Romuald Hazoumè
Romuald Hazoumè was born in 1962 in Porto Novo, in the Republic of Benin. Hazoumè’s work first came to prominence in the U.K. with the inclusion of his witty, tongue-in-cheek “masks” in the Saatchi Gallery’s Out of Africa show, in 1992. Since then his work has been widely shown in many of the major galleries and museums in Europe and beyond, including the British Museum, the Guggenheim, Bilbao, the Centre Georges Pompidou, Paris, ICP, New York, the Victoria &Albert Museum, London.
Winner in 2007, of the Arnold Bodé Prize (documenta 12, Kassel, Germany),the stellar trajectory of Hazoumé’s rise during these past fifteen years has catapulted him into the first rank of the international artistic community, marking him out as unique amongst other African contemporary artists.
His powerful exhibition Made in Porto-Novo, London, 2009, generated press interest from the BBC and The Financial Times. Prolific in a wide range of media, Hazoumè creates photographs, masks, canvases and installations.
In his photographs, slavery is the recurrent theme. Not the historical slavery of the dominant western power in search of cheap labour, but more modern equivalents. Hazoumè focuses upon the Beninese men forced to ferry contraband petrol between Nigerian sources and their Beninese consumers. Estimates suggest that 90% of all fuel used in Benin passes through these black-market channels known locally as Kpayo. His photographic series exposes an undercover system of gross exploitation. Whether confronting the legacy of the slave trade or creating witty portraits, his work documents the diversity of African life today.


● **Work task**
Exactly as they appear, copy the lines from the start of the entries below to the line containing "What do you see at coordinates (31, 287)", both ends included.

● **Data to use**

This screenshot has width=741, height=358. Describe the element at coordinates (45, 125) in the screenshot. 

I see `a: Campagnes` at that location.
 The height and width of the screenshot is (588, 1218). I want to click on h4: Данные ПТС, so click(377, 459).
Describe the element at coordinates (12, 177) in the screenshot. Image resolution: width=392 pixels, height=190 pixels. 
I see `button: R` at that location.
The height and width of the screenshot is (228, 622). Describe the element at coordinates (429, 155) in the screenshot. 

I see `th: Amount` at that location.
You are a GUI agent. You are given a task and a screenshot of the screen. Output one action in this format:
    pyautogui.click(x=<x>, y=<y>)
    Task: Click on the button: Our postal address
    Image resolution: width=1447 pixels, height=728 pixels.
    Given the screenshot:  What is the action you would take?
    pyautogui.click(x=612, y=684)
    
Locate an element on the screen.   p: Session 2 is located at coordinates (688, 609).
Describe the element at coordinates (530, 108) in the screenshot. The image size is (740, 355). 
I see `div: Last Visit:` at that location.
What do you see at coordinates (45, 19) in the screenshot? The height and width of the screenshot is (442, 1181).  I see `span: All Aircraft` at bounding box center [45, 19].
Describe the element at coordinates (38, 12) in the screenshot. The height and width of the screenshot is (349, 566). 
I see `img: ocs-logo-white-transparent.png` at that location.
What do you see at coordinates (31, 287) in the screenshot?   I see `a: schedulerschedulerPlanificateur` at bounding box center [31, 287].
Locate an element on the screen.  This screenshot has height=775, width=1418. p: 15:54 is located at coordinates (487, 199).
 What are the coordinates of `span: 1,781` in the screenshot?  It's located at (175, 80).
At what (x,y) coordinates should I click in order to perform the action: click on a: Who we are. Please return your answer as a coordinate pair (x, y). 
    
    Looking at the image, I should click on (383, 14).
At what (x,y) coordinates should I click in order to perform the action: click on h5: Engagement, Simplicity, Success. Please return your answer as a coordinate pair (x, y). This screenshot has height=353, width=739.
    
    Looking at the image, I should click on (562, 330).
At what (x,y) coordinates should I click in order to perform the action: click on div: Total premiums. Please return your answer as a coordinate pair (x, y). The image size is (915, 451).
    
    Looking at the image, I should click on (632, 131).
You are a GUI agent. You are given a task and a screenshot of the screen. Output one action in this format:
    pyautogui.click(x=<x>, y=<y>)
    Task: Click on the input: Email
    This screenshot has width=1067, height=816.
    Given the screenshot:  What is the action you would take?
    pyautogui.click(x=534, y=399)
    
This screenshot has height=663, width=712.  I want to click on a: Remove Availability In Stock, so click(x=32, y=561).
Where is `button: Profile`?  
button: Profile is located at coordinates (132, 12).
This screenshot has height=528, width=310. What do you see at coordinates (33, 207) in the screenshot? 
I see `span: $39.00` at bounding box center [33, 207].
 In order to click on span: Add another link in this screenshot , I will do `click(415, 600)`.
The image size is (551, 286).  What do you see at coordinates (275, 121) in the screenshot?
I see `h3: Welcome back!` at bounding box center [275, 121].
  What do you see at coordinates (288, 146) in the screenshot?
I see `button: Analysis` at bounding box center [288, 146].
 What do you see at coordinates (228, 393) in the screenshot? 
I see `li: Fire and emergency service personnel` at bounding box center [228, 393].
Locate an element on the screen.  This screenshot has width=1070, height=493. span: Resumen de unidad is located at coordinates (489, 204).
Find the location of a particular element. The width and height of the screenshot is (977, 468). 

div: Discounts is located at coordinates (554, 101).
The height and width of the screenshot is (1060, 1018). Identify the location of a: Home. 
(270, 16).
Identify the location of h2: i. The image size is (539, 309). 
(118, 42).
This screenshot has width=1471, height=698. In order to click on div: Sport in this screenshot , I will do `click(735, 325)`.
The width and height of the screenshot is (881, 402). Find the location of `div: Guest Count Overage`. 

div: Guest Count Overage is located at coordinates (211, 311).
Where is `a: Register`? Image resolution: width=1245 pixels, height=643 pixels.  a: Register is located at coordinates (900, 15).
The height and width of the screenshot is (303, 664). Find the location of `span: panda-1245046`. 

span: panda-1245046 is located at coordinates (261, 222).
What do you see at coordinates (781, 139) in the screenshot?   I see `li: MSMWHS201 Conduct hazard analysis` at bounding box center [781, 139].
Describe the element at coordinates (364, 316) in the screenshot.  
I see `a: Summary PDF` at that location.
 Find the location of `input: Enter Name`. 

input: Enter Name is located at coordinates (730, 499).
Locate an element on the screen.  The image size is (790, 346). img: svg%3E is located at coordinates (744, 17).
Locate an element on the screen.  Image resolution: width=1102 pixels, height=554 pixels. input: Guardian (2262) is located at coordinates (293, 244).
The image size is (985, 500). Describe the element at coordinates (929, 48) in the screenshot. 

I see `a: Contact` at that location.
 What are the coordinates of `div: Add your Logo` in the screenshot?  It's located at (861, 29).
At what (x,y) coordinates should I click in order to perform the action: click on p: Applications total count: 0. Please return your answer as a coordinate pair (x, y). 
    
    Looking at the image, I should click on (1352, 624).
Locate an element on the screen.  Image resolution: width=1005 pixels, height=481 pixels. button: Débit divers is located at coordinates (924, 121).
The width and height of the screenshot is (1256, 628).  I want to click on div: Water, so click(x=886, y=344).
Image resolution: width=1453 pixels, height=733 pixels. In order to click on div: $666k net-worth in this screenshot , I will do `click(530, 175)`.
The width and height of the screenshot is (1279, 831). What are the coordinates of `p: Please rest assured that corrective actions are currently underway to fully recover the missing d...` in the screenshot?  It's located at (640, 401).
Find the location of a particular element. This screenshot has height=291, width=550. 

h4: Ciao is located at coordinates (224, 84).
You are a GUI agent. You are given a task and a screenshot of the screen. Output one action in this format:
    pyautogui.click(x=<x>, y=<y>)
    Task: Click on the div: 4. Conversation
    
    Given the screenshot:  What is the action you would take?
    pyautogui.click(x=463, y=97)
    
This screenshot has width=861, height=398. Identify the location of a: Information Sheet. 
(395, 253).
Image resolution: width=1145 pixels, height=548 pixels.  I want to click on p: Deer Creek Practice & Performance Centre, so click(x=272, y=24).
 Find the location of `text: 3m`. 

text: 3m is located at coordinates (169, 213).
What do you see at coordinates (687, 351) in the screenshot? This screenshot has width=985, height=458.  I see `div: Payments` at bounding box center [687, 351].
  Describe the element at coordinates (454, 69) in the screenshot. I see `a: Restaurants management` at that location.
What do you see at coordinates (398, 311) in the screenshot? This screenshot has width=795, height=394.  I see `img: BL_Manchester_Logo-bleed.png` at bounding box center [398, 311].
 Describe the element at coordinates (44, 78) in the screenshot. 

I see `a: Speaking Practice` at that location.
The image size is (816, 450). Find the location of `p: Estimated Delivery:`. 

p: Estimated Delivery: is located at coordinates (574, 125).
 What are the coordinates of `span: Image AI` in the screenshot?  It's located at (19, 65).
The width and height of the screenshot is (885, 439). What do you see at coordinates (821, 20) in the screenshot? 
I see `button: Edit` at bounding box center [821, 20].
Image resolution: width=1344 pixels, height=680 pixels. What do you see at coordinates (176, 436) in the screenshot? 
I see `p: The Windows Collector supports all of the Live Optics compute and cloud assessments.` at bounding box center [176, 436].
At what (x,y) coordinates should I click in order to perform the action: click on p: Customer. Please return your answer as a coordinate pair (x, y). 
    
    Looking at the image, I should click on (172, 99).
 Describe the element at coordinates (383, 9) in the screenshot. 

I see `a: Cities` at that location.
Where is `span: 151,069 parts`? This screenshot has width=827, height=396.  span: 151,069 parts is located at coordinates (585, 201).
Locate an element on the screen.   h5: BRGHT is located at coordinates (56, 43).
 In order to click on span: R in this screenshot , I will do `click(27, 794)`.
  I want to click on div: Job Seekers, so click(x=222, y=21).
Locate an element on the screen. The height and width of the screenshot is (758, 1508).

● **Exercise response**
This screenshot has width=741, height=358. Describe the element at coordinates (45, 125) in the screenshot. 

I see `a: Campagnes` at that location.
 The height and width of the screenshot is (588, 1218). I want to click on h4: Данные ПТС, so click(377, 459).
Describe the element at coordinates (12, 177) in the screenshot. Image resolution: width=392 pixels, height=190 pixels. 
I see `button: R` at that location.
The height and width of the screenshot is (228, 622). Describe the element at coordinates (429, 155) in the screenshot. 

I see `th: Amount` at that location.
You are a GUI agent. You are given a task and a screenshot of the screen. Output one action in this format:
    pyautogui.click(x=<x>, y=<y>)
    Task: Click on the button: Our postal address
    Image resolution: width=1447 pixels, height=728 pixels.
    Given the screenshot:  What is the action you would take?
    pyautogui.click(x=612, y=684)
    
Locate an element on the screen.   p: Session 2 is located at coordinates (688, 609).
Describe the element at coordinates (530, 108) in the screenshot. The image size is (740, 355). 
I see `div: Last Visit:` at that location.
What do you see at coordinates (45, 19) in the screenshot? The height and width of the screenshot is (442, 1181).  I see `span: All Aircraft` at bounding box center [45, 19].
Describe the element at coordinates (38, 12) in the screenshot. The height and width of the screenshot is (349, 566). 
I see `img: ocs-logo-white-transparent.png` at that location.
What do you see at coordinates (31, 287) in the screenshot?   I see `a: schedulerschedulerPlanificateur` at bounding box center [31, 287].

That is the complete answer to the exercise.